Environmental Engineering: Here Comes the Flood
A study predicts a future full of catastrophic flooding in the United States
When Hurricane Sandy barreled up the East Coast of the United States in 2012, the storm surge flooded coastal cities from Florida to Maine — especially inundating New York and New Jersey. As it flooded Manhattan subway tunnels and washed away coastal homes, the storm caused damage in excess of $70 billion, making it one of the most destructive weather events in U.S. history.
Such catastrophic storm surges are exceptionally rare, occurring less than once a century. Comparatively less intense storms such as 2011’s Hurricane Irene, which caused an estimated $13.5 billion in damage from Maine to South Carolina, can cause 100-year floods, so called to denote their infrequency.
“We generally think about 100-year floods as rare, extreme events,” says Ning Lin, associate professor of civil and environmental engineering. According to a paper published in August in Nature Communications, however, she and her colleagues predict that by the end of the century, a 100-year flood like the one Irene caused could occur on the East Coast yearly. Even the more extreme flooding caused by Sandy, or 2018 Hurricanes Florence and Michael (which caused $17 billion and $25 billion in damage, respectively) could occur every few years. The study was spearheaded by Reza Marsooli, a former Princeton research scholar who is now an assistant professor at Stevens Institute of Technology in Hoboken, N.J., with assistance from Lin; Kairui Feng GS; and MIT professor Kerry Emanuel. While past models on flooding have used projections for climate-induced sea-level rise, this study was the first to factor in the effect of tropical storms for the entire U.S. East and Gulf coasts. In all, the group combined six different climate models, after independently verifying their accuracy.
The group then drilled down on flood risk, county by county, predicting that for the New England and the mid-Atlantic regions, 100-year floods will occur annually for most areas toward the end of the century. That change is almost entirely accounted for by an increase in sea-level rise. “As the storm-surge level is relatively low at high latitudes, sea-level rise, which is relatively high at high latitudes, causes a more dramatic change in flooding,” Lin says.
For the southern Atlantic and Gulf coasts, the study predicts greater variation in the rate of 100-year floods, ranging from every one to 30 years by century’s end. That change, they found, will be due in almost equal measure to sea-level rise and increased storm activity. “The storm-surge level is high to start with, so the lifting of sea level can’t change as dramatically,” Lin says, “but since intense storms will likely happen more often, they can contribute to a bigger part of that change.”
While the study adds urgency to efforts to slow climate change, the geographic specificity can also help areas plan for worst-case scenarios. Lin says there is much they can do to prepare, including building coastal barriers such as seawalls, house-elevation studies, and wetland conservation.
The study could be used on a larger level to influence environmental policy. Current Federal Emergency Management Agency flood maps are drawn with 100-year flood levels in mind. “They haven’t included the effect of climate change, so the maps send people wrong messages about future risk,” Lin says. Changing those maps could help the government better appropriate resources for disasters, influence future coastal construction, and even encourage people to live farther away from the shoreline — so that when these catastrophic storms do occur, they might cause less damage overall.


## What the exercise asks
Note each line in the data holding the string "Image" and report it.
=-=-=
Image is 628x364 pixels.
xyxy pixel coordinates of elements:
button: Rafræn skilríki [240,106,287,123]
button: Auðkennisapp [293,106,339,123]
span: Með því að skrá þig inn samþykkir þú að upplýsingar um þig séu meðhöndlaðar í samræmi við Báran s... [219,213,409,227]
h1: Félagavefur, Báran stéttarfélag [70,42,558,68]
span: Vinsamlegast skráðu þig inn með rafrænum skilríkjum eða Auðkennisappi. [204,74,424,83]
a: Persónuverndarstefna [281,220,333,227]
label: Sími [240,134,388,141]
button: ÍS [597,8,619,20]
=-=-=
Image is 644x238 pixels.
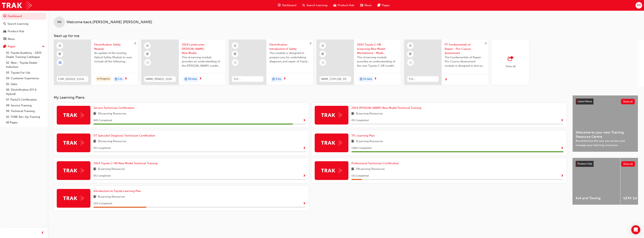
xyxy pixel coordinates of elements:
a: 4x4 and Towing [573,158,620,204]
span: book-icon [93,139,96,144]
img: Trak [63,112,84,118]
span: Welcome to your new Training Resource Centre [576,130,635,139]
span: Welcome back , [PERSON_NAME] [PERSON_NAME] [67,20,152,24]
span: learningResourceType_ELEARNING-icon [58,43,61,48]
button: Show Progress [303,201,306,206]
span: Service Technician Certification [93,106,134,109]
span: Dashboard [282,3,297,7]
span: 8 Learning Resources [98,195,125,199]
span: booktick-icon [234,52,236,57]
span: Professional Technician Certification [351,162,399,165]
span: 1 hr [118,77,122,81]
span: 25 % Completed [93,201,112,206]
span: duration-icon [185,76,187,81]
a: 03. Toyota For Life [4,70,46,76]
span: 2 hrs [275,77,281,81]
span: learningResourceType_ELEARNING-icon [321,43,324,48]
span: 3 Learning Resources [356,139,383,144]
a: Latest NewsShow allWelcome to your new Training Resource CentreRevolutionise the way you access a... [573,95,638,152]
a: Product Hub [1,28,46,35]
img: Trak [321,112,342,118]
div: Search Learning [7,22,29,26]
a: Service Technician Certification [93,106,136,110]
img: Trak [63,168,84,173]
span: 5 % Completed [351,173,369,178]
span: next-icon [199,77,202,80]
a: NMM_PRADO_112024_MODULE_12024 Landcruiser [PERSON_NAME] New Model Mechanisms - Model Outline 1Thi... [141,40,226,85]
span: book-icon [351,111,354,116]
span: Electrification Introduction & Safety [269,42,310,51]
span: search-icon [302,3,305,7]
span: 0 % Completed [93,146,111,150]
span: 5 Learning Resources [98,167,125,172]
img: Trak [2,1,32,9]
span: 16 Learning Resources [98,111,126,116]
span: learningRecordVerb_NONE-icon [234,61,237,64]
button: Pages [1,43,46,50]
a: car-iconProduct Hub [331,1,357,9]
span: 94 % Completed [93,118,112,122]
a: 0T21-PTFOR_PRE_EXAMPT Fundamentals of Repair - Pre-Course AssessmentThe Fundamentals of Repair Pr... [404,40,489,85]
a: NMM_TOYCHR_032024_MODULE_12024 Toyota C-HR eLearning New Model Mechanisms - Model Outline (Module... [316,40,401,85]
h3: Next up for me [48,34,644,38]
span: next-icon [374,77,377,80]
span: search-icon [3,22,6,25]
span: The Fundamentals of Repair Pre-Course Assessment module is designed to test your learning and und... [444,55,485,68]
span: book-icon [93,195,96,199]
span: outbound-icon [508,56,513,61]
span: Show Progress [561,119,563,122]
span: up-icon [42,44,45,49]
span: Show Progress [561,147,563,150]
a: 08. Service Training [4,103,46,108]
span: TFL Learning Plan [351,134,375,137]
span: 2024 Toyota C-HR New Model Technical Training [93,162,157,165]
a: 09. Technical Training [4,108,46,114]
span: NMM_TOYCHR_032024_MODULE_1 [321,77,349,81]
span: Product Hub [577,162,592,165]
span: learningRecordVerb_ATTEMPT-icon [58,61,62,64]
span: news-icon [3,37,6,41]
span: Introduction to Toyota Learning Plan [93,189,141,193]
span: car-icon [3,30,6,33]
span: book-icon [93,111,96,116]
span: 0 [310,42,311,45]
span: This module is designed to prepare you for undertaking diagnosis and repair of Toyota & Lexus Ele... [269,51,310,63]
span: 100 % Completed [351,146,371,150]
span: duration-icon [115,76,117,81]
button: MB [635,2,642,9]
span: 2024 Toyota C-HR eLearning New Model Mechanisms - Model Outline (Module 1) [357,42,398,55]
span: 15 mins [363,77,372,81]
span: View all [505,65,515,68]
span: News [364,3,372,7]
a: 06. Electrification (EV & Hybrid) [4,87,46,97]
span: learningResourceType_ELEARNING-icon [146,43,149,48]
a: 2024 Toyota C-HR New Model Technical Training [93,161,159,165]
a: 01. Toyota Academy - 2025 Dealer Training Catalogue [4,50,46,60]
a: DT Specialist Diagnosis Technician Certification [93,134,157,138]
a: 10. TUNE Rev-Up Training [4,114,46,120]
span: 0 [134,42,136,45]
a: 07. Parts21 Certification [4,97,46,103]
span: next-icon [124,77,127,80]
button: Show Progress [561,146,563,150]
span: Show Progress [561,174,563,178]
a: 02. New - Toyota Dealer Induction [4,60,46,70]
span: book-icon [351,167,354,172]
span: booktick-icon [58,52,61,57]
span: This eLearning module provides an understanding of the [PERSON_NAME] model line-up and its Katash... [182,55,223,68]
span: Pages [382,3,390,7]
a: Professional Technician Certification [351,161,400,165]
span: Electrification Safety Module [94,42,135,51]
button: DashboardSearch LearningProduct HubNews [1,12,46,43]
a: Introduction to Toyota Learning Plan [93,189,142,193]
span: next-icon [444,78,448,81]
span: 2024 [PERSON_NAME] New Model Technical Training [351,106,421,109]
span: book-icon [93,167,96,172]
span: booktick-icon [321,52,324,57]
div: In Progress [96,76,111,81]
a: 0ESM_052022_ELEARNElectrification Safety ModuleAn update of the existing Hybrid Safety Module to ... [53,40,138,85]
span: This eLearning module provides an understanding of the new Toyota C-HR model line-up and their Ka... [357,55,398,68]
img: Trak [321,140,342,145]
=-=-=
## Response below
Image is 628x364 pixels.
Image is 644x238 pixels.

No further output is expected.